If hdds can survive in the dismal cooling of a laptop, that's got a cooking cpu and gpu running at 90°+ when gaming, not to mention the battery heat, one hdd by itself should be good.

Karadjgne

Titan
Ambassador
Never heard of a drive overheating on its own, under any use case. Only ever heard of drives overheating due to environmental conditions, like it got parked next to a heater or sitting in a gaming pc that's got no real airflow and hasn't been cleaned in years.
 

Pc6777

Honorable
Dec 18, 2014
1,125
21
11,465
Never heard of a drive overheating on its own, under any use case. Only ever heard of drives overheating due to environmental conditions, like it got parked next to a heater or sitting in a gaming pc that's got no real airflow and hasn't been cleaned in years.
yea, mine normally stay cool in my pc case, I was asking because its external and has no cooling and I don't want to remove the drive unless I have to(like if the usb controller breaks) until warranty is up. do drives throttle if they get too hot and get slow? I would rather it throttle itself and not die on me, but it will be a 2.5-3 ish terabyte transfer all at once I will let it go overnight.
 

Karadjgne

Titan
Ambassador
It should be fine. Drives are quite used to spinning for that length of time or longer. It's not 2Tb all at once, it's 2Tb at the regular speed of the drive.

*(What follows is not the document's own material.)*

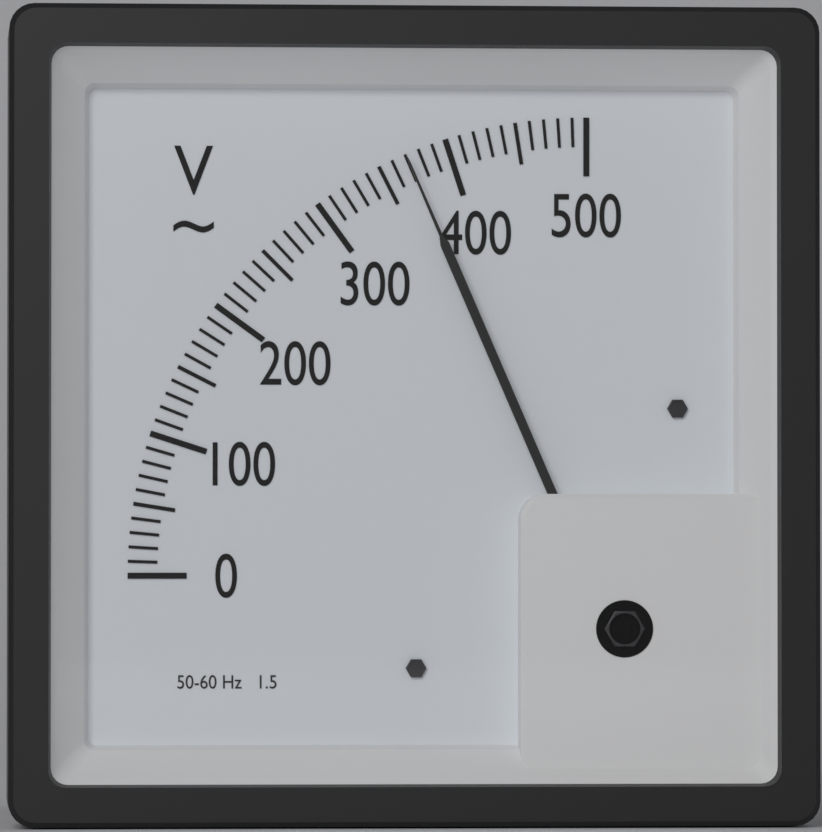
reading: 370 V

If hdds can survive in the dismal cooling of a laptop, that's got a cooking cpu and gpu running at 90°+ when gaming, not to mention the battery heat, one hdd by itself should be good.
 
Solution

Pc6777

Honorable
Dec 18, 2014
1,125
21
11,465
It should be fine. Drives are quite used to spinning for that length of time or longer. It's not 2Tb all at once, it's 2Tb at the regular speed of the drive.

If hdds can survive in the dismal cooling of a laptop, that's got a cooking cpu and gpu running at 90°+ when gaming, not to mention the battery heat, one hdd by itself should be good.
good points
 

Karadjgne

Titan
Ambassador
With an external, speeds are generally relative to the connection. If it's a USB-C port, that's properly connected to an A-type on a motherboard and not using a USB3 adapter, the drive is going to be way faster than a USB2 connection. Upto the drives limits, naturally.

Also, you did state backup overnight, so speeds are a relative thing, start the backup, go to bed, and in the morning it's done, doesn't really matter much if it completed the backup in 1 hour or 4 hours. Only really matters if you are actually waiting on completion or its still not done in the morning.